Works like Jack Pots
Jack Pots is pseudonym known and belongs to Early 1900s. These works share its status, era, or form, ranked by how much they share.
- Pseudonym
Gesta Hungarorum
The oldest surviving Hungarian chronicle, written around 1200 by an author who signed only 'P. dictus magister', known ever since as Anonymus.
- Pseudonym
Recipes for Disaster: An Anarchist Cookbook
The 2004 direct action handbook published by the CrimethInc. collective, whose contributors are deliberately unnamed as a matter of principle.
- Pseudonym
Rolling Thunder
An anarchist journal of eleven issues, 2005 to 2014, published by the CrimethInc. collective with deliberately unnamed contributors.
- Pseudonym
The Expert at the Card Table
The 1902 bible of card sleight of hand, self-published as S. W. Erdnase. The identity behind the pseudonym is card history's most famous unsolved question.
- Pseudonym
My Immortal
The notorious 2006 to 2007 Harry Potter fan fiction posted under the handle XXXbloodyrists666XXX. A 2017 authorship claim was publicly contested and remains unverified.
- Still unknown
The Strange Death of Adolf Hitler
A 1939 book claiming Hitler died in 1938 and was replaced by doubles, published anonymously as a purported insider account. Its author was never identified.
- Later revealed
A Warning
The 2019 book credited to Anonymous, a senior Trump administration official. Miles Taylor revealed himself as the author in 2020.
- Still unknown
Amduat
An ancient Egyptian netherworld book describing the sun god's journey through the twelve hours of night.
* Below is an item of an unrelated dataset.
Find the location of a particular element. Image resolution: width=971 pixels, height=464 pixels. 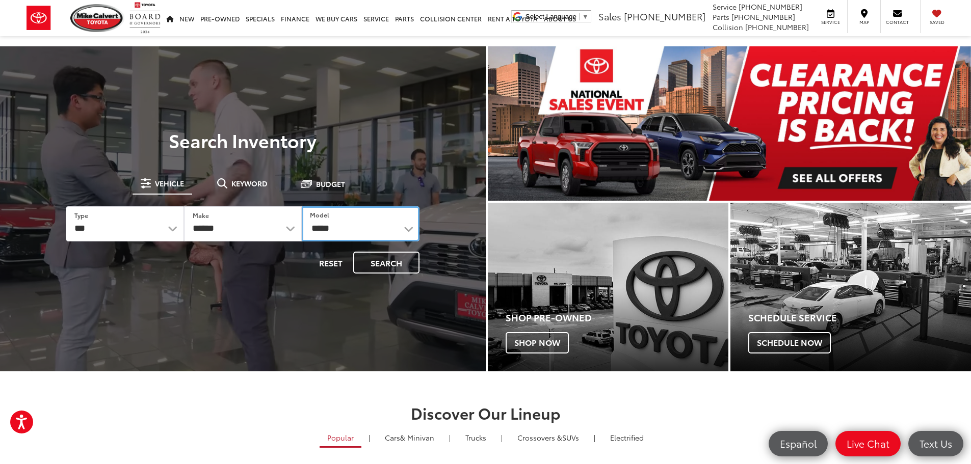

a: Live Chat is located at coordinates (868, 444).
Like all Egyptian funerary literature, it names no author.
- Later revealed
American Writers
John Neal's 1824 to 1825 survey of American authors, published in Blackwood's Magazine under the signature X.Y.Z. The first history of American literature, attributed and documented.
- Still unknown
Book of Caverns
An ancient Egyptian netherworld book depicting the sun god's passage over six caverns of the underworld. No author is recorded in the tradition.
- Still unknown
Book of the Dead
The ancient Egyptian collection of funerary spells guiding the dead through the afterlife. Tradition associates such texts with the god Thoth; no historical author exists in the record.
- Still unknown
Book of the Earth
An ancient Egyptian funerary composition showing the sun's night journey through the earth god Aker. Anonymous, like all Egyptian netherworld books.